TOKYO (AFP) ― Japan said three Chinese surveillance ships entered its territorial waters off disputed East China Sea islands on Sunday, hours after one of Beijing’s fisheries patrol boats sailed into the zone.
The three marine surveillance ships entered the 12-nautical-mile territorial zone off Uotsuri, one of the Senkaku islands, shortly before 1 p.m., the Japan Coast Guard said in a statement.
The incident came hours after Japan said a Chinese fisheries patrol boat briefly entered the territorial waters off another disputed island on Sunday morning.
Beijing claims the Japanese-controlled islands in the East China Sea, which it calls the Diaoyus.
The incidents were the latest in a series since Tokyo nationalized three islands in the chain in September, in what it said was just an administrative change of ownership.

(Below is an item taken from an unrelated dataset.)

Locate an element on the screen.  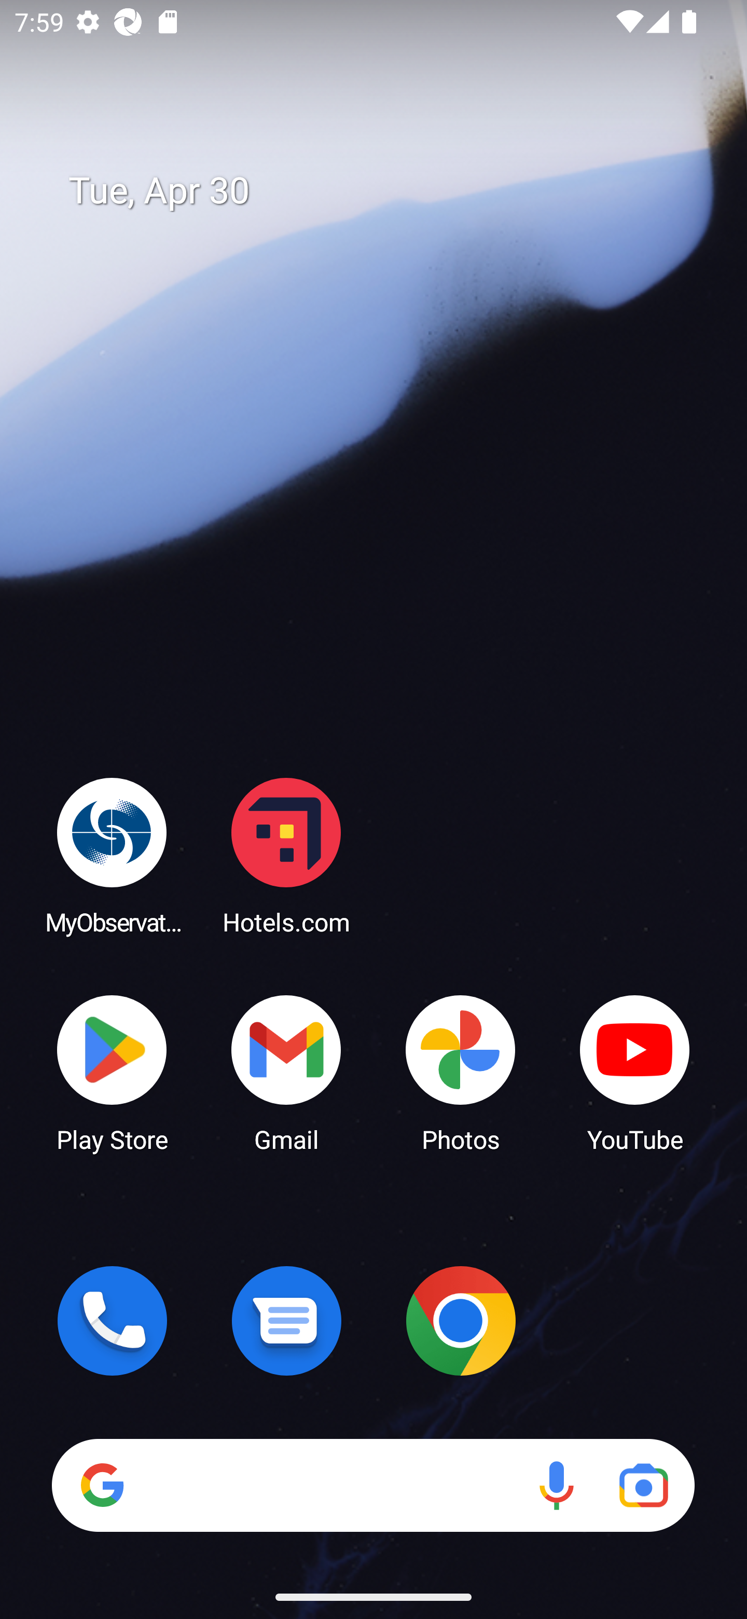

The same Chinese fisheries patrol ship briefly entered the territorial zone on Saturday, as Japan’s leader vowed he would not tolerate Beijing’s incursions into the area.

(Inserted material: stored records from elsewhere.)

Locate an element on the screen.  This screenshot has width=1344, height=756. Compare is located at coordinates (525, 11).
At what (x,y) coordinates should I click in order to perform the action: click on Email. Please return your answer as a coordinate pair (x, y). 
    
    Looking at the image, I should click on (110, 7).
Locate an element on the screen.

Prime Minister Shinzo Abe, who was on his first visit to the United States since he took office in late December, said Japan “simply cannot tolerate any challenge now and in the future” to its control of the islands.
“No nation should make any miscalculation or underestimate the firmness of our resolve,” Abe said Friday in Washington.
But speaking after White House talks with President Barack Obama, Abe also cautioned that “I have absolutely no intention to climb up the escalation ladder.”